Friday, October 22, 2004

Laughter's the Best Medicine

Struck down with a heavy attack of the blues over a work-related matter yesterday, I took myself off to The Comedy Lounge at the Hyde Park Hotel. A friend's son Ollie Raison was on the bill, with Aussie comedian Bob Franklin as the headliner. Two breakfast announcers from a radio station were the comperes - they'd been together as an act and as partners for thirteen years, and still bounced off each other well -in a comedic sense, I mean, of course. The first act was a young man who had no timing and no microphone skills ... and very thin material - all 'dunny' humour. But he'll learn - you have to start somewhere, don't you. Claire Hooper was up next. She was very good, especially with her last item - a song sung in a classical style & - surprise surprise - she could sing! The words were the joke and we could hear every one of them. I thought by this stage that my friend's son was gunna be embarrassed if he wasn't topnotch - which, thank goodness, he was. He walked out full of confidence, with a well-devised series of sketches which sequed well into each other. Ah, his mother's face was one of the highlights, of course! Her reactions were far different than the drunken audience who delighted in any colourful joke or aside. By the end of it, she was very proud of her boy - She kept repeating 'I don't know him! I don't know that person!' He had a little cluster of fans around him later, after he came off - including a very drunk older lady who had obviously taken a shine to him! Bob Franklin was very funny - and super relaxed, as is his style. His timing and mike sense were perfect, built up over many years of performance on comedy shows like Jimoen's etc. As a final act, he read some 'poems' from a notebook - a couple to his dog were extremely funny the way he performed them - true 'performance poetry' perhaps ... They'd die on the page but came alive on stage.

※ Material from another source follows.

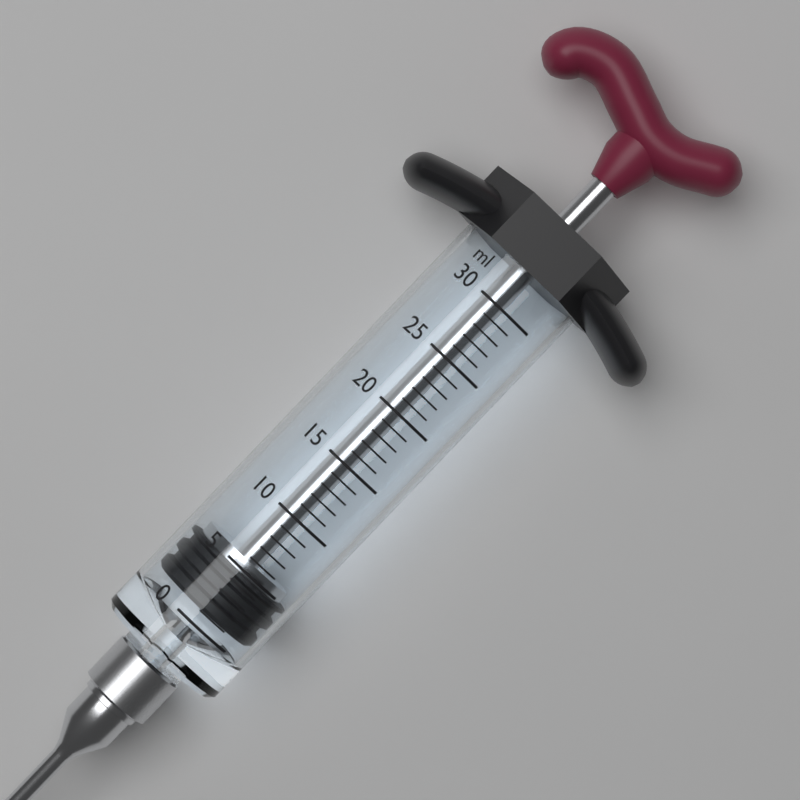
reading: 1 ml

But my last couple of years contact with a uni must have rubbed off on me: I kept comparing the audience with the audience in the pits at Shakespeare's plays back in merrie olde England. Theatre seems to have lost that common touch these days, but this comedy lounge certainly engaged the audience in a very Rabelaisian fashion.

Where do comedians go for work? Keep your eye out for any such show in your area. This full night's entertainment cost me a mere $15 - That's good value in anybody's book. (In fact, all my books cost more than that!)